What does the ACCT10001 exam look like?

Four fixed cases out of 60 marks: Case 1 Transaction Analysis (12 marks, Topics 3–5), Case 2 Common-sized financial statements (5 marks, Topics 1 & 6), Case 3 Management accounting (10 marks, Topics 7–8) and Case 4 an Integrated case (33 marks, Topics 2, 4, 6–11). Question types are MCQ, multi-answer, fill-in-the-blank, short answer and drop-down selections, and a real Practice Exam with full solutions is published — so you can rehearse the exact shapes.

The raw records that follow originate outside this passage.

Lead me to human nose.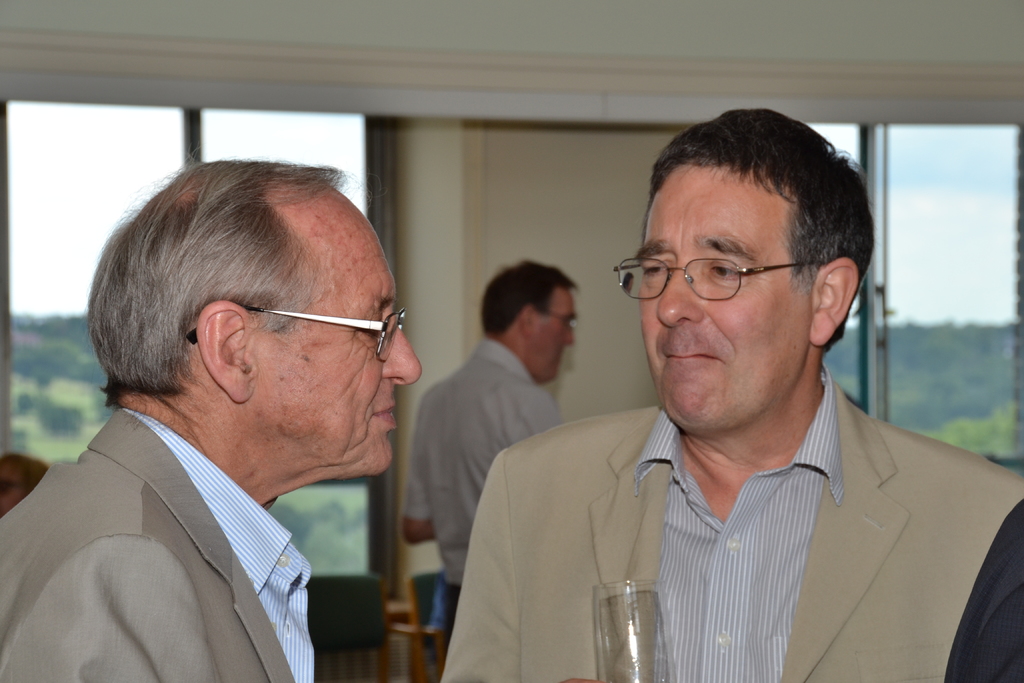
Lead to [383, 324, 425, 384].
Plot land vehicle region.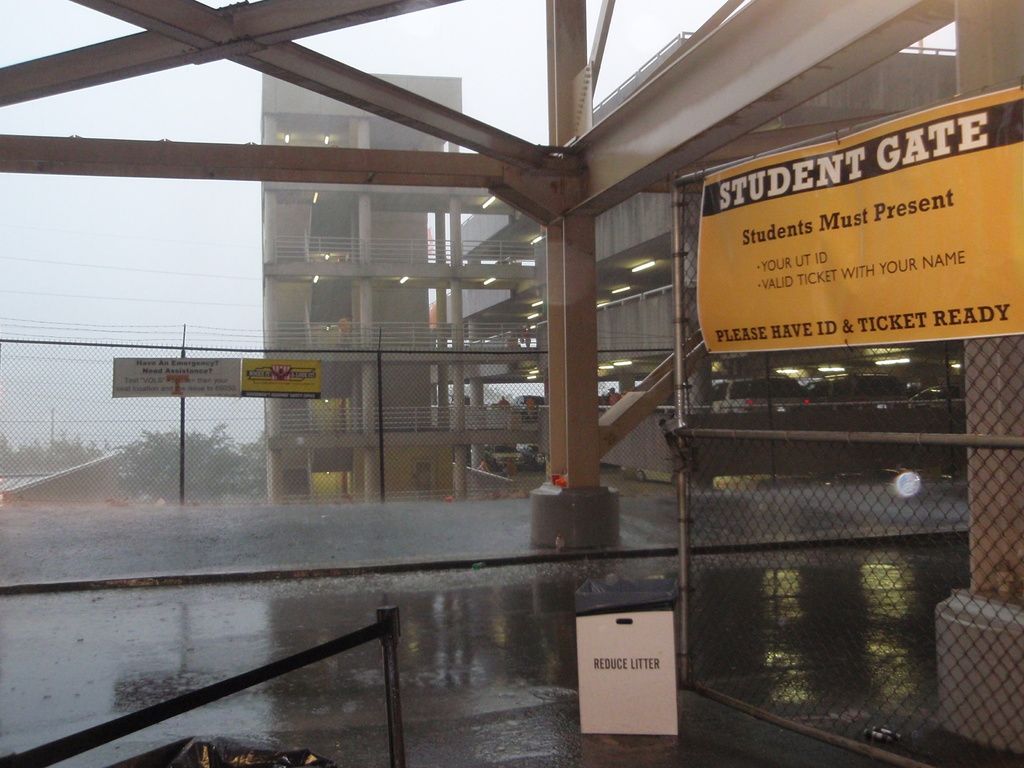
Plotted at BBox(907, 384, 965, 414).
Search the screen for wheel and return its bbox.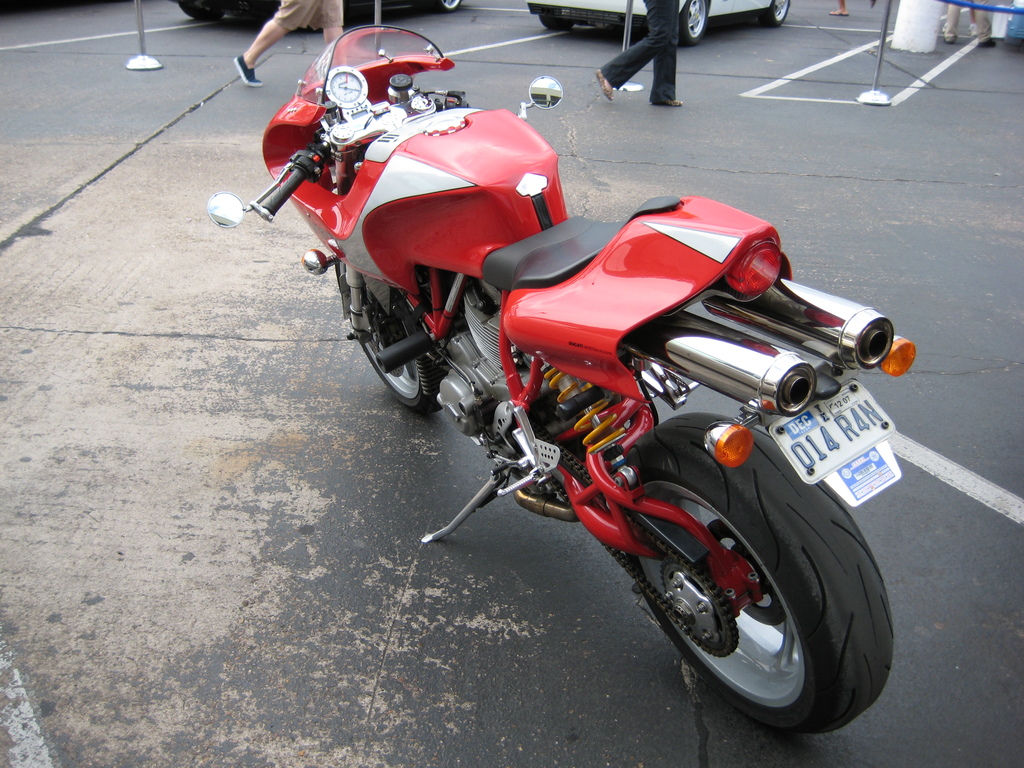
Found: box=[604, 414, 895, 733].
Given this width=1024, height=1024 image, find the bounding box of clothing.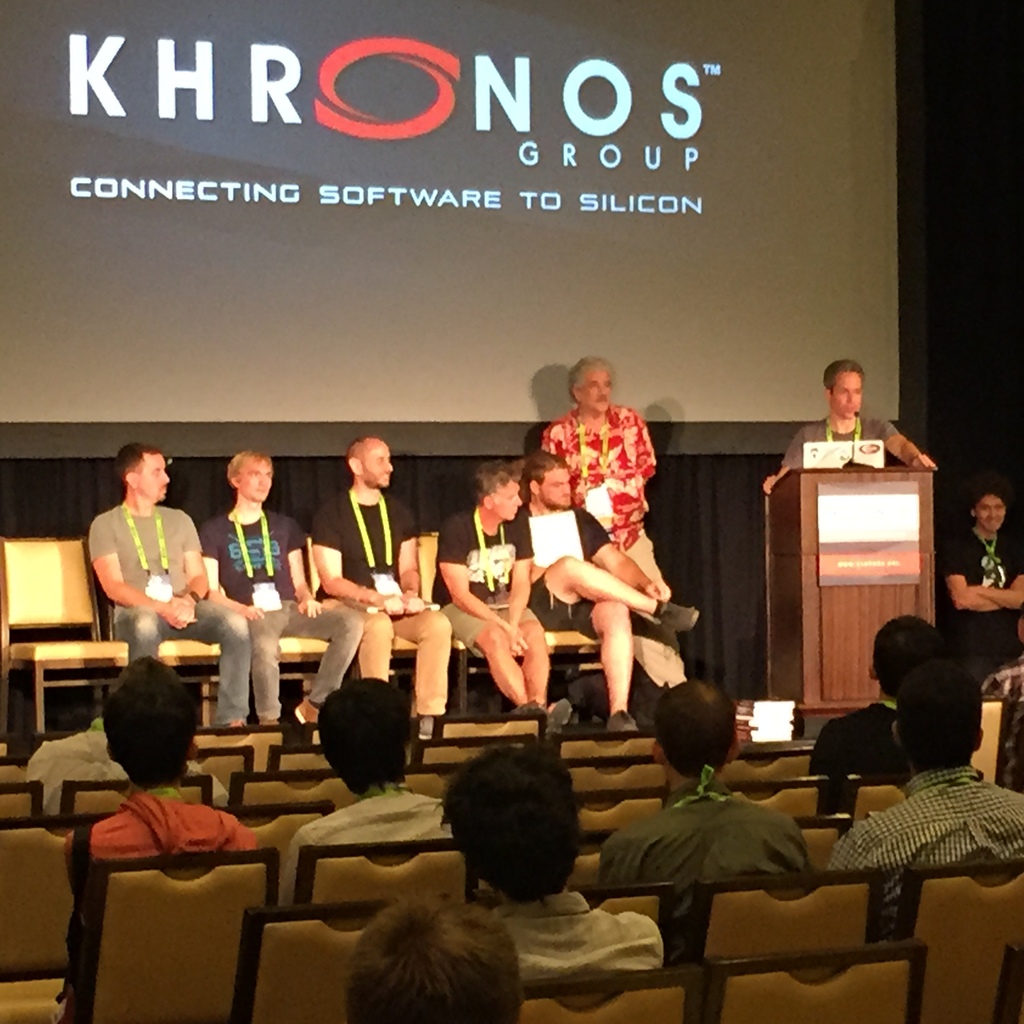
(left=483, top=883, right=664, bottom=979).
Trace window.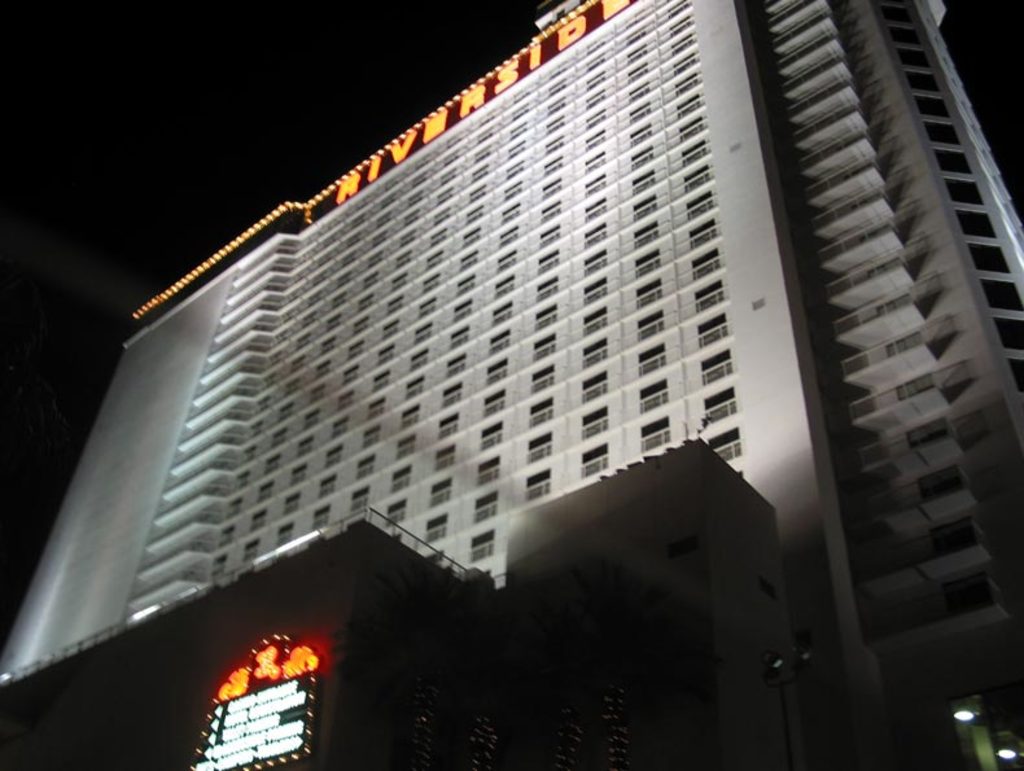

Can I use AI to do the assignments?

No. The Subject Guide states no AI may be used at any stage of either assignment. This bible is strictly an exam-study aid — it helps you learn the concepts and rehearse the exam's reasoning, not complete your assessed assignment work. Keep AI well clear of Assignment 1 and Assignment 2.

Study strategy

How to study for the exam

Treat ARA as a per-case playbook, not a memorisation marathon: the exam shape is fixed (12/5/10/33 = 60), so map every topic to its case and drill the move that case rewards. (1) Case 1 (Topics 3–5): rehearse the A = L + E worksheet ritual until it is automatic — one row per transaction, columns for each account, year-end adjustments (depreciation, prepayments, interest) done LAST, and every row must keep the equation balanced. (2) Case 2 (Topics 1 & 6): learn the business-model decoder — read the COGS/gross-margin band, then inventory %, then receivables vs PPE — and pair every ratio with a one-line interpretation, because the marks are in the meaning. (3) Case 3 (Topics 7–8): practise the three classifications — planning/controlling/evaluating, value-chain segment, balanced-scorecard perspective, responsibility centre. (4) Case 4 (Topics 2, 4, 6–11): build the integrated toolkit — NPAT-by-financing, dilution, the D/E covenant test, provision-vs-contingent recognition, liquidity choice, stakeholder needs, lifecycle stage and AI controls. (5) Work the published Practice Exam and its full solution under timed conditions (~2 minutes per mark), then answer the question asked and show the reasoning — in “discuss/explain” questions every line of working earns marks. Keep up weekly so the closed-book memory layer is built by exam day.